An Early Autumn Walk in St Pancras and Islington Cemetery

‘My’ swamp cypress

Oops! I accidentally published a draft of this post on Saturday 18th, gawd knows how. The full version is below. 

Dear Readers, it was an unseasonably hot and humid day today, but never mind, we have thunderstorms and flooding to look forward to tomorrow. I expect that the swamp cypress in the cemetery will be happy. At the moment it’s resplendent in green, but there are the smallest hints of the colour that it will soon be wearing.

Swamp cypresses are unusual in being deciduous conifers – this one will turn the colour of rust and then drop its needles. I will be tracking its progress over the next few weeks.

And after an absence of a month or two I finally caught up with a kestrel. This one looks in perfect condition, and was surveying the mown grass for little critters to eat.

It flew off after a few minutes, having been harassed by a pair of magpies, but I spotted again.

There was something about the wide open plains of the cemetery, the hot weather and the sight of a bird of a prey sitting on top of a tree that reminded me a bit of when I’ve visited South Africa, although of course there were no impala or zebras. The mornings when I’ve been up at 4 a.m. to sit in a jeep and head off to watch the wildlife in India or Africa have been some of the happiest of my life, but actually I get just as big a thrill from spotting animals in the UK.

Elsewhere, the white bryony is still attracting a mass of bees. You can just see one zipping off in the top right hand corner of the photo.

And in the category of ‘once seen, never unseen’, I have decided that some of the ivy-strewn headstones look as if they’re wearing hats. You’re welcome.

Some of the paths are covered with crispy brown leaves, which would be very autumnal except that it’s a month too early. These are the leaves of the horse chestnuts, desiccated by the work of the leaf-miner caterpillars.

But how atmospheric the woodland paths are at this time of year!

And finally, here is an interesting grave.

This is, however, a very confusing grave. What’s with the parachute, and how is it related to Harry Gardner, Lyceum clown? The parachute actually belongs to Captain Alex E Smith, the ‘friend’ whose name is at the bottom of the tombstone – Captain Smith was a pilot and parachutist for the balloon company of C. G Spencer and Sons. However, Smith’s wife, a parachutist known as ‘Countess S’, is also buried in the tomb although by the time she died in 1936 the tombstone was full, and so she is not mentioned. I think that the descending figure looks rather like a young woman, even so (and so does the author of this very informative piece, R. A. Davenport).

But what of Harry Gardner? He was born Edward Gardner, and seems to have specialised in pantomime, in particular being praised for his appearance as a polar bear in Aladdin in 1909-10. The Era, the show business newspaper of the time, notes that ‘‘Mr Harry Gardner’s realistic Polar Bear should be selected for warm praise’. I have some doubts about how realistic the polar bear was, and indeed about what an Arctic animal was doing in Aladdin in the first place, but I am willing, as always, to suspend my disbelief. Gardner went on to appear in Dick Whittington and his Cat (1911-12), The Forty Thieves(1912-13), Babes in the Wood (1913-14), Jack and the Beanstalk (1915-16) and finally Mother Goose (1916-17). Gardner died during the run of the final pantomime in 1917, at an estimated age of 66 years old. The Era noted that he’d died ‘after a short illness’.

I find myself wondering what Gardner did to support himself when he wasn’t appearing in a pantomime. What were the job opportunities for out of work clowns? And what of his wife, Alice Louisa, who seems to have disappeared without trace. Cemeteries can be so enigmatic sometimes, with their hints of lives past and their unanswered questions. Maybe that’s why I love them so much.

1 thought on “An Early Autumn Walk in St Pancras and Islington Cemetery

  1. Ann Bronkhorst

    Hurray, you have found ‘Studied Monuments’, a fascinating source of the history of past/passed people at rest in your local cemetery.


▶ [Task statement]: Show all lines from the records below in which the string "width" is present.

☆ ☆ ☆ ☆ ☆

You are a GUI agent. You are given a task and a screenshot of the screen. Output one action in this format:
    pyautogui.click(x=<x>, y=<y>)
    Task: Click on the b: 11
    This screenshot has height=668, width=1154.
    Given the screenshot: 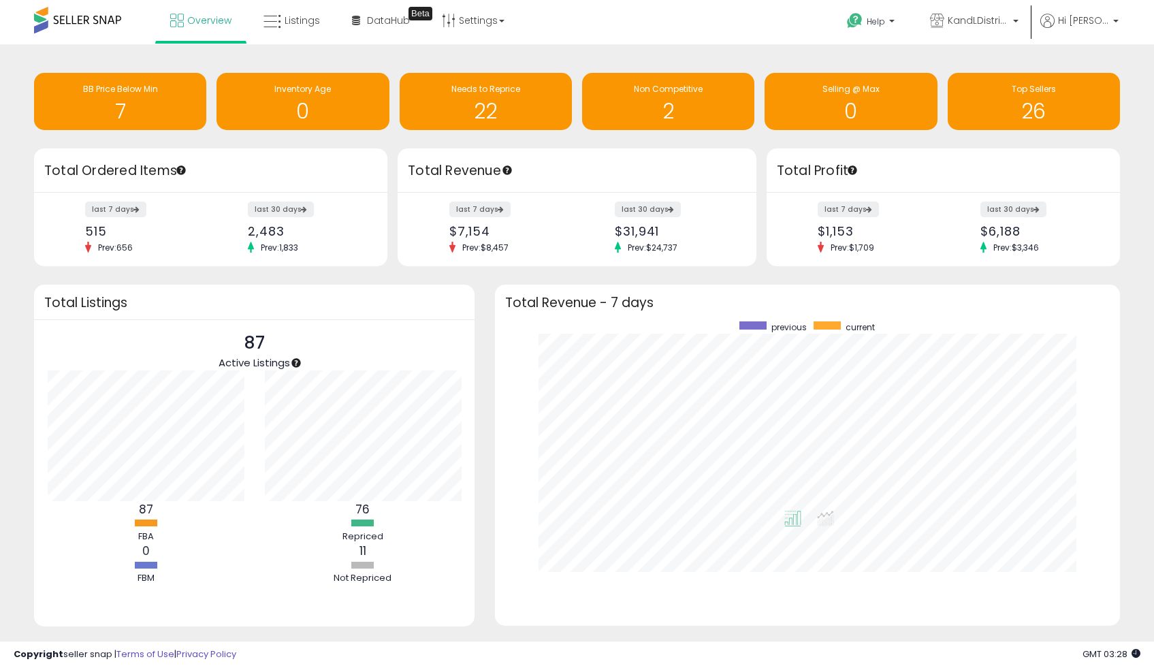 What is the action you would take?
    pyautogui.click(x=363, y=551)
    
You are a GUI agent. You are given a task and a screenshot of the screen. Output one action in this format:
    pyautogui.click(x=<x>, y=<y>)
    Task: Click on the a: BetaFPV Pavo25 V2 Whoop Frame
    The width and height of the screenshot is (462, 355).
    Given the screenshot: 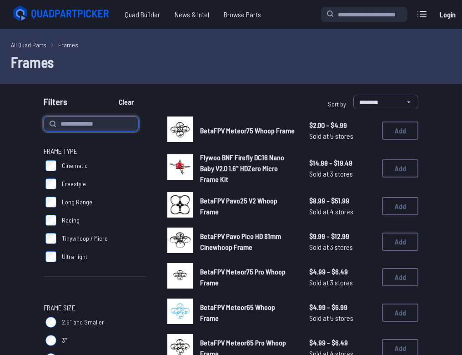 What is the action you would take?
    pyautogui.click(x=247, y=206)
    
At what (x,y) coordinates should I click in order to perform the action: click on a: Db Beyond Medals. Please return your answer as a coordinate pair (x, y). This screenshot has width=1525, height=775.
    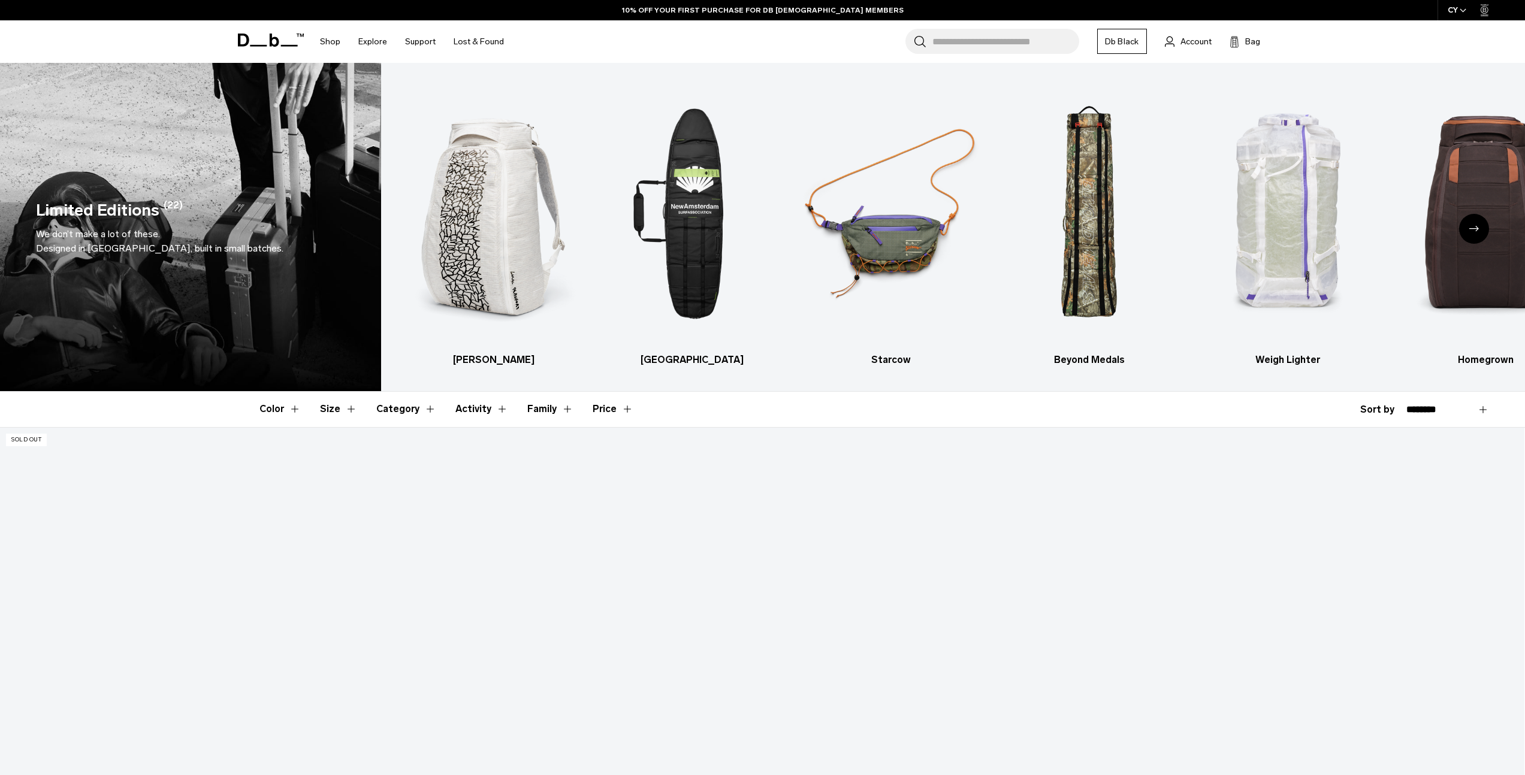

☆ ☆ ☆ ☆ ☆

▶ [Your response]:
    This screenshot has height=668, width=1154.
    The width and height of the screenshot is (462, 355).
At what (x,y) coordinates should I click in order to perform the action: click on a: Db Beyond Medals. Please return your answer as a coordinate pair (x, y). This screenshot has width=1525, height=775.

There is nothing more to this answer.